To have multiple 7pt cards you would also need to find Vanadain. But I already mentioned that if you do find those two cards in R1, this is where you are getting the best and MOST of the value out of Heist. I guess you're disagreeing that it's very hard to win R1 with Heist. If so, we will continue to disagree. One, losing both, Vanadain and Angus to control is NOT rare. Two, even if one or both of those cards somehow survive, it doesn't help with round control, because unlike the R3 payoff cards, replaying Angus and Vanadain with Heist generates ZERO tempo, because they are purely carryover cards. Committing leader charges in R1 is also very iffy for several reasons.
The extra turn of uninteractivity is great, but I feel like you're mixing up a "heist deck" with a "trap deck." Trap decks USED to love playing uninteractive, but a spring nerf took care of that love. Heist is much less useful in a trap deck, IMO. A Heist Waylay deck (or non-spam heist elf deck) will usually only have 4 traps, and while you're avoiding bricking yourself on waylays, you will need to make sure that you have one trap (probably only one) in hand together with Riordain, which, to me, sounds like a pretty low-percentage play. With these decks having virtually no room for tutors, I find myself using Riordain for R1 thinning/tempo more often than not.

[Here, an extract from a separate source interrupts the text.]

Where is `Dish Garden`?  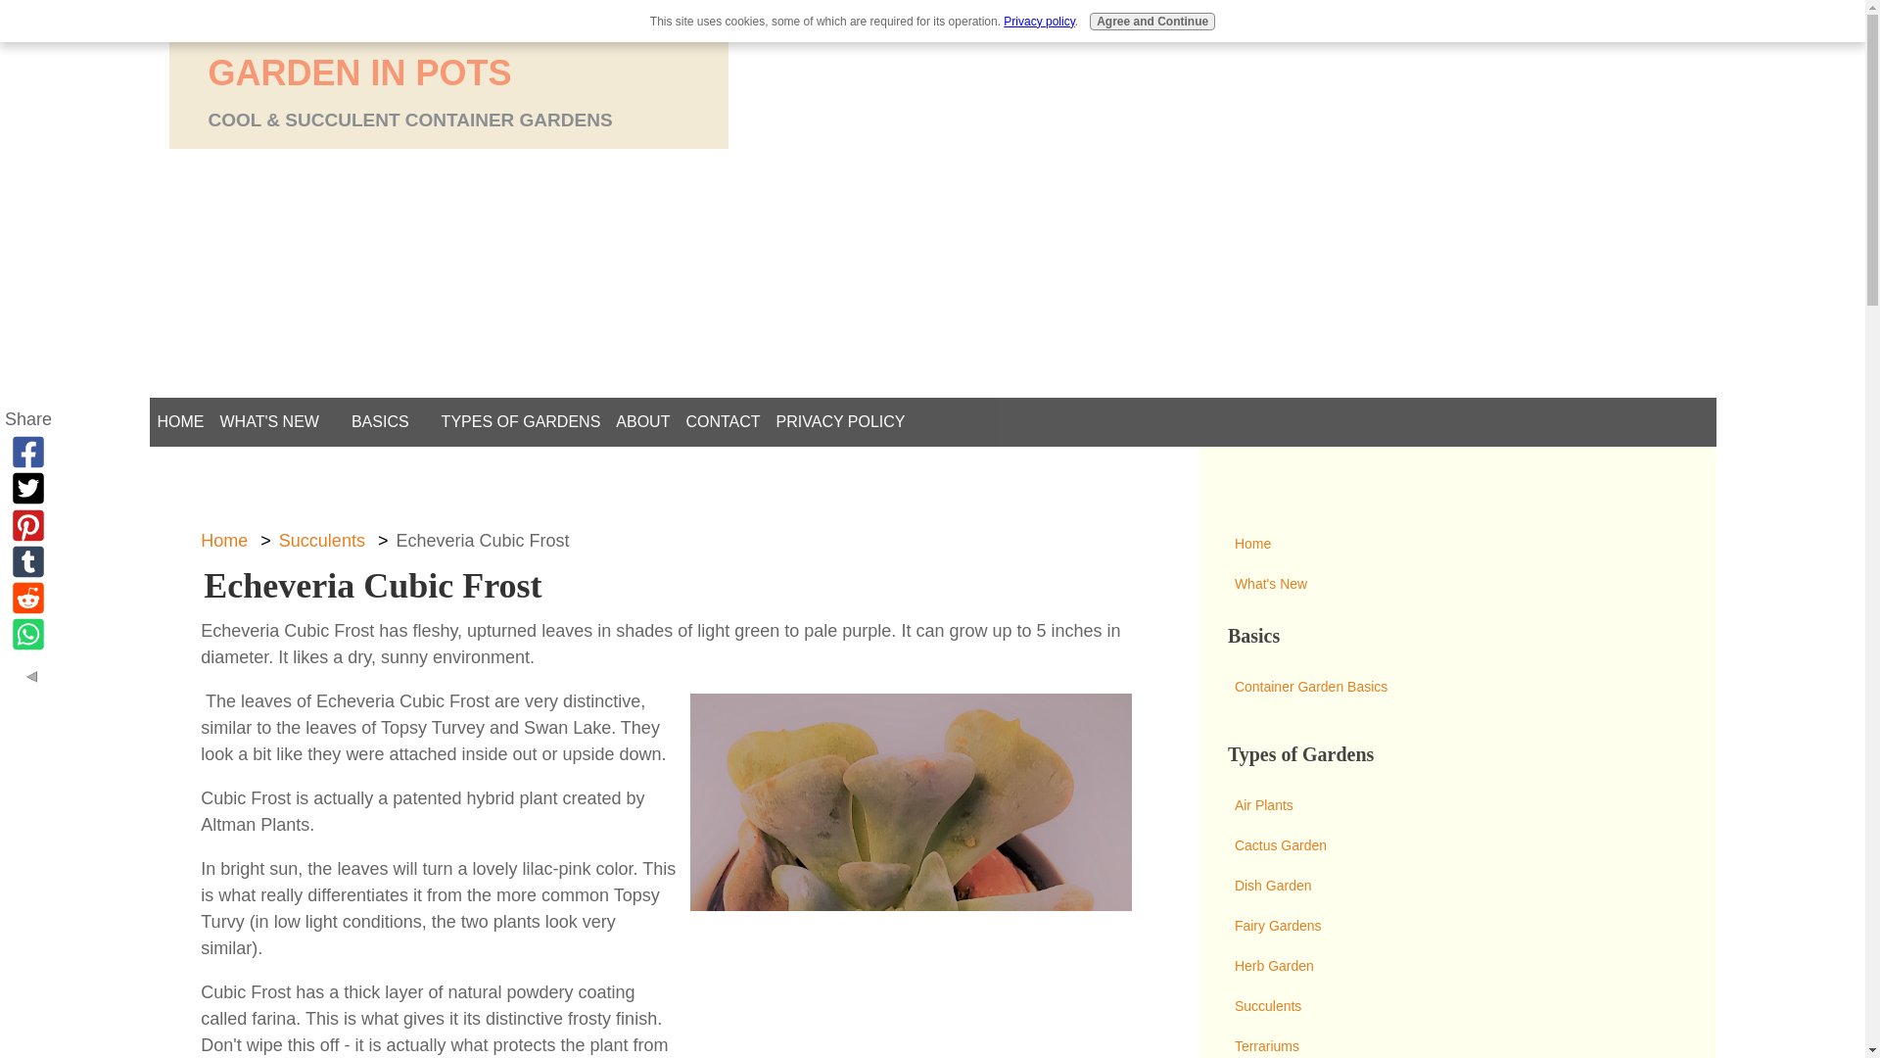 Dish Garden is located at coordinates (1457, 885).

Same as above here. You can't mulligan it away, because there is nothing to tutor it with later, and your deck is unthinned mess as it is already. I mean, you probably still SHOULD if you lose R1, but if you're as lucky as I am, you aren't finding that heist in R3.
Sure, higher ceiling, but also a MUCH lower floor. Like, nonexistant floor. Which, name another echo card that has that.